A randomly comprehensive survey of extraordinary movie experiences from the art house to the grindhouse, featuring the good, the bad, the ugly, but not the boring or the banal.
Sunday, July 15, 2012
Celeste Holm (1917-2012)
One week after Ernest Borgnine's death ended his tenure as the earliest surviving winner of the Academy Award for Best Actor, the earliest surviving winner of the Best Supporting Actress Oscar has passed on, also at the age of 95. Holm won her statue for the 1947 Best Picture winner, Gentlemen's Agreement, but may be better known for her role in a somewhat better-loved film, the 1950 Best Picture All About Eve, for which she received another Oscar nomination. At least that's the film I remember and like her best from. She was also one of the original Broadway cast of the seminal Rodgers & Hammerstein musical Oklahoma!, which opened back in 1943. She returned to acting near the end of her life; the final two entries on her IMDB filmography are a completed film scheduled for a 2013 release and another in postproduction. Both are low-budget independent productions, the latter also sporting Mickey Rooney and other seniors in the cast. The earliest surviving Best Supporting Actress is now Eva Marie Saint, who won for 1954's On the Waterfront. The earliest surviving nominee for the award is Olivia de Havilland, who was considered for Gone With the Wind before winning two Best Actress Oscars in the 1940s. Those make her the third-earliest surviving Best Actress winner, behind 102 year old Luise Rainer (1936 and 1937) and de Havilland's sister Joan Fontaine (1941). Rainer is no doubt watching her back if she takes the comes-in-threes rule seriously, as may be George Chakiris, the earliest surviving Best Supporting Actor winner for 1961's West Side Story. This trivia aside, every remaining link lost to classic Hollywood is to be regretted, and this blog pays its respects to Celeste Holm's memory.
Subscribe to:
Post Comments (Atom)
2 comments:
Holm she provided one of the best voiceovers of all time for Joseph L. Mankiewicz's tart, dark, brilliant comedy A Letter to Three Wives, a picture which holds up sensationally well, and to which Desperate Housewives creator Marc Cherry owes an eternal debt of gratitude.
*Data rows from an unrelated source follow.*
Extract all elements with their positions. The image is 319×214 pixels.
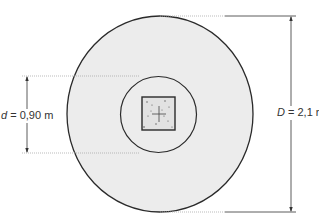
D-symbol: D xyxy=(277,106,285,118)
d-arrow-top xyxy=(25,76,28,81)
d-label: d = 0,90 m xyxy=(1,109,53,121)
d-arrow-bottom xyxy=(25,148,28,153)
D-arrow-top xyxy=(289,16,292,21)
d-value: = 0,90 m xyxy=(7,109,53,121)
D-arrow-bottom xyxy=(289,207,292,212)
foundation-diagram xyxy=(0,0,319,214)
D-label: D = 2,1 m xyxy=(277,106,319,118)
D-value: = 2,1 m xyxy=(285,106,319,118)
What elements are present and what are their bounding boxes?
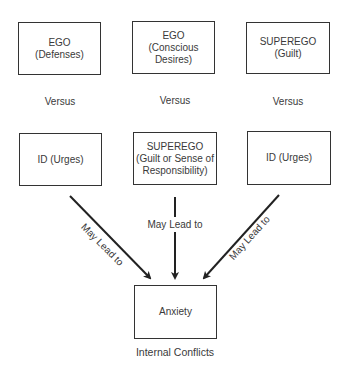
box-superego-guilt: SUPEREGO (Guilt) [246,22,330,74]
box-title: ID (Urges) [37,154,83,166]
box-anxiety: Anxiety [134,285,217,339]
center-arrow-label: May Lead to [145,219,205,230]
box-title: ID (Urges) [266,152,312,164]
right-arrow-label: May Lead to [227,213,272,262]
box-title: Anxiety [159,306,192,318]
right-arrow [204,195,279,278]
box-title: SUPEREGO [260,36,317,48]
box-subtitle: (Conscious [148,42,198,54]
box-id-urges-left: ID (Urges) [19,133,102,186]
versus-label-3: Versus [268,96,308,107]
box-subtitle-2: Responsibility) [142,165,207,177]
box-title: SUPEREGO [147,141,204,153]
versus-label-1: Versus [40,96,80,107]
box-subtitle: (Guilt or Sense of [136,153,214,165]
box-id-urges-right: ID (Urges) [247,131,331,185]
versus-label-2: Versus [155,95,195,106]
box-superego-responsibility: SUPEREGO (Guilt or Sense of Responsibili… [133,132,217,185]
box-subtitle: (Defenses) [35,49,84,61]
box-title: EGO [162,30,184,42]
diagram-caption: Internal Conflicts [125,346,225,358]
box-ego-defenses: EGO (Defenses) [18,22,101,75]
box-subtitle: (Guilt) [274,48,301,60]
left-arrow [70,196,150,278]
box-title: EGO [48,37,70,49]
box-ego-conscious-desires: EGO (Conscious Desires) [132,21,215,74]
box-subtitle-2: Desires) [155,54,192,66]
I love her as well Samuel, and agree her finest work is on display in Mankiewicz's masterpiece ALL ABOUT EVE. I fondly remember her work as Aunt Polly in the 1973 musical TOM SAWYER which no doubt brought back memories of her celebrated turn in the stage musical of OKLAHOMA.
Like Ernest Borgnine she made some remarkable innings.
R.I.P.
I appreciated all the Oscar trivia in this loving tribute.